Analysts assess Google Cloud’s progress and challenges as summer’s virtual event nears end
There are television shows and Broadway productions that haven’t lasted as long as this year’s Google Cloud Next.
Now seven weeks into its nine-week run, Google Cloud’s signature event was extended from its previous three-day in-person gathering to a series of weekly virtual broadcasts out of necessity because of the global pandemic. Beginning in July, the company has made announcements around productivity and collaboration, infrastructure, security, data analytics, cloud management and app modernization.
This week provided analysts with an opportunity to assess Google Cloud’s progress in the enterprise world.
“Google has come from a position of strength on the tech side, but the enterprise business is hard,” said John Furrier, co-host of theCUBE, SiliconANGLE Media’s livestreaming studio. “The word in the Valley is great stuff with the people, product is awesome and getting better. But there are still those enterprise features, product reliability in terms of not sunsetting products early, making sure the right support levels are there. These are the little details that make the difference between an enterprise player and someone who is moving too fast.”
Furrier spoke with co-hosts Stu Miniman and Dave Vellante as part of their virtual conference analysis during the Google Cloud Next OnAir event. They discussed Google’s progress in cloud revenue and spending momentum, the firm’s positioning in hybrid and multicloud solutions and its opportunity to address network pain points.
Revenue on the rise
TheCUBE analysts offered evidence surrounding cloud revenue and spending momentum to illustrate Google’s progress since Thomas Kurian assumed leadership of the firm’s cloud business near the end of 2018.
Cloud revenue estimates year-over-year and from the past two quarters show that Google’s percentage is rising faster than its top two competitors.
“They are growing faster than Azure and Amazon Web Services from a smaller base,” Vellante noted. “They are starting to close that gap but are still quite a distance from the leaders.”
Data reported by Enterprise Technology Research also showed that Google still had to work to catch up with the hyperscale leaders in spending momentum.
“VMware Cloud on AWS has really popped up,” Vellante said. “This notion of hybrid as part of the cloud and multicloud ecosystem is really starting to have legs.”
Contribution to multicloud
Can Google differentiate itself in the hybrid or multicloud arena? Announcements released by Google today included new features for Anthos, the firm’s hybrid cloud application development platform. Yet, there has also been concern that Google’s contribution of Kubernetes to the open-source community in 2015 might have long-term consequences for its future competitive position.
“Much of the multicloud discussion has been due to Kubernetes, and if it wasn’t for Google, we wouldn’t have Kubernetes,” Miniman said. “It’s open source; the Cloud Native Computing Foundation took it and customers went nuts with it. The other public cloud and even smaller cloud providers are getting as much as if not more value than Google is.”
Google’s announcements this week also included a new Identity Service that extended security features to Anthos applications and workloads. This latest solution raised the possibility that Google could leverage its significant trove of collected data to address challenges in the network ecosystem.
“Identity will be critical because Google has so much intellectual property around user information on the mobile side,” Furrier said. “They could leverage that and really help make the edge secure. If Google can leverage some of those network pain points and then bring Anthos as that connective tissue, they’ve got a real opportunity. But they’ve got to pull it off.”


* WHAT TO DO *
Restate word for word the lines between the start of the material and the line with "Image is 868x405 pixels.", keeping both of those ends and none of the pictures.

********

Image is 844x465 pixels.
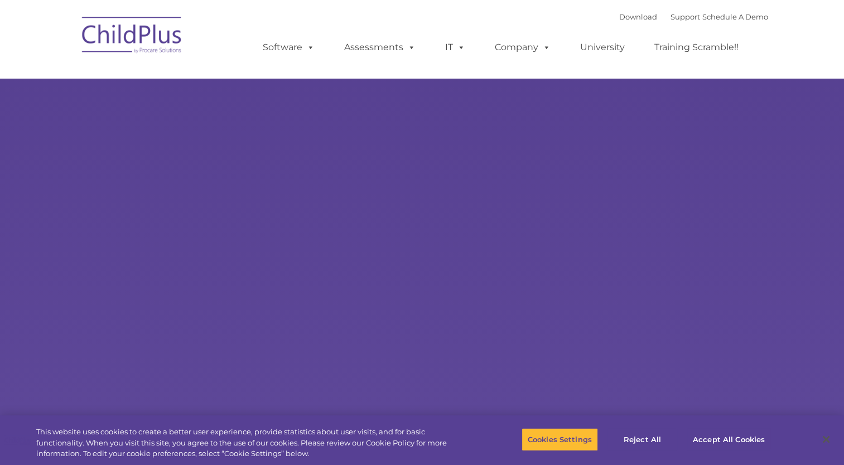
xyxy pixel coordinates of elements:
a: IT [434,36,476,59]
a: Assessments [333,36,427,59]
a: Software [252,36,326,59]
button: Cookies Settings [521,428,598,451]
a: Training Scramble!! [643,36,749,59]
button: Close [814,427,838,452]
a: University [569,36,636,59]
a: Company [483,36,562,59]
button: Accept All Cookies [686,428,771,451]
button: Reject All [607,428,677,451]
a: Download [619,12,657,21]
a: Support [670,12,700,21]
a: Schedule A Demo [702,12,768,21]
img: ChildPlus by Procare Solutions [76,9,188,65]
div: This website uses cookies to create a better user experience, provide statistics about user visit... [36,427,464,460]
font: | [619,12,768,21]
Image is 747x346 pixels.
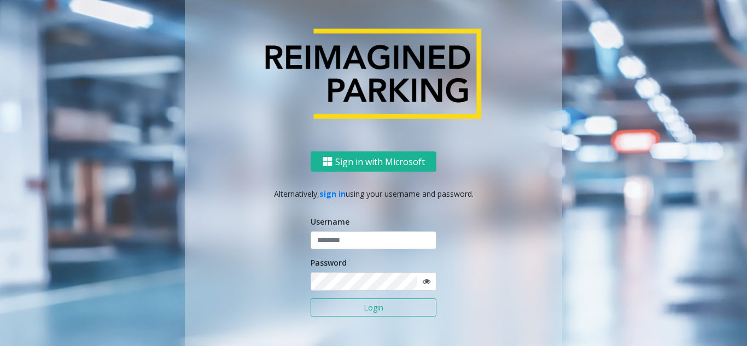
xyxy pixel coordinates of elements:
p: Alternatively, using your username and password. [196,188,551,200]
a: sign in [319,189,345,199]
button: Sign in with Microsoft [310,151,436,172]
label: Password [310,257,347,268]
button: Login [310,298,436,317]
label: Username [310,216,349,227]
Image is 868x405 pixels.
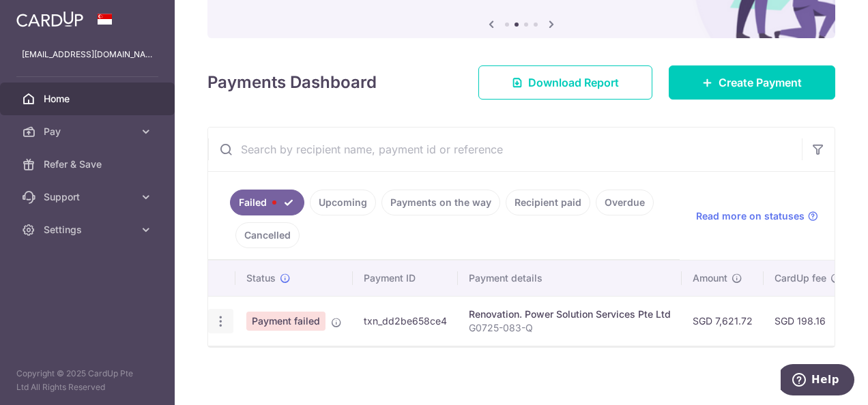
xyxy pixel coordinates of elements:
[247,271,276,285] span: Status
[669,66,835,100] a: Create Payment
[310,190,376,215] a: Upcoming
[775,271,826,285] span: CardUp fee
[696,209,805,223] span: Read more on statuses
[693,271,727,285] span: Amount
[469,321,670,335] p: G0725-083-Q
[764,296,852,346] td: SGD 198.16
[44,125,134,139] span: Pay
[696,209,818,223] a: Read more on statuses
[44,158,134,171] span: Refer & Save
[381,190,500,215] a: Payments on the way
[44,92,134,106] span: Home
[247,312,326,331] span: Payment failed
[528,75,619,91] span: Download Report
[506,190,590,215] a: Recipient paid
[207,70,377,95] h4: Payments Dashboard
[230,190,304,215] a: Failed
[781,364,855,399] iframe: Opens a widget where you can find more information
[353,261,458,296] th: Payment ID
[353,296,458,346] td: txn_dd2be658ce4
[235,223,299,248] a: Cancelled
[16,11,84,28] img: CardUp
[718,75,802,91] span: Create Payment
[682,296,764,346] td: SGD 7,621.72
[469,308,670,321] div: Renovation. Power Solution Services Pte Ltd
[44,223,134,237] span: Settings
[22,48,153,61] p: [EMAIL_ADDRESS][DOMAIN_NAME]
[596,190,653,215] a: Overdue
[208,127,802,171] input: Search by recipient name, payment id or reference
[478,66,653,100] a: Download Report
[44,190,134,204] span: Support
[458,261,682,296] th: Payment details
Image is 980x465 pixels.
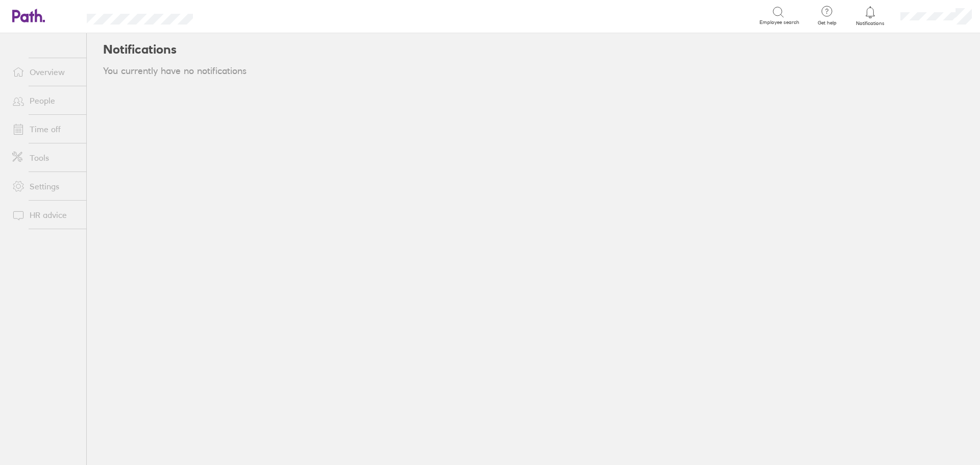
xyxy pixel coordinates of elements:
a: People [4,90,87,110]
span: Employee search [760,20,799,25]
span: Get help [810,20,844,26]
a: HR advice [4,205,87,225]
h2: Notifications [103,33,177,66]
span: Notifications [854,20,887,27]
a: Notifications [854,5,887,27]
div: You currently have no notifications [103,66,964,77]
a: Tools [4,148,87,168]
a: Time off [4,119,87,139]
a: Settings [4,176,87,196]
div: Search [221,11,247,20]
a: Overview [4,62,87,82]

********

* EXERCISE RESULT *
Image is 844x465 pixels.
xyxy pixel coordinates of elements:
a: IT [434,36,476,59]
a: Assessments [333,36,427,59]
a: Software [252,36,326,59]
button: Cookies Settings [521,428,598,451]
a: Training Scramble!! [643,36,749,59]
button: Close [814,427,838,452]
a: University [569,36,636,59]
a: Company [483,36,562,59]
button: Accept All Cookies [686,428,771,451]
button: Reject All [607,428,677,451]
a: Download [619,12,657,21]
a: Support [670,12,700,21]
a: Schedule A Demo [702,12,768,21]
img: ChildPlus by Procare Solutions [76,9,188,65]
div: This website uses cookies to create a better user experience, provide statistics about user visit... [36,427,464,460]
font: | [619,12,768,21]
Image is 747x346 pixels.
xyxy pixel coordinates of elements:
p: Alternatively, using your username and password. [196,188,551,200]
a: sign in [319,189,345,199]
button: Sign in with Microsoft [310,151,436,172]
label: Password [310,257,347,268]
button: Login [310,298,436,317]
label: Username [310,216,349,227]
Image is 868x405 pixels.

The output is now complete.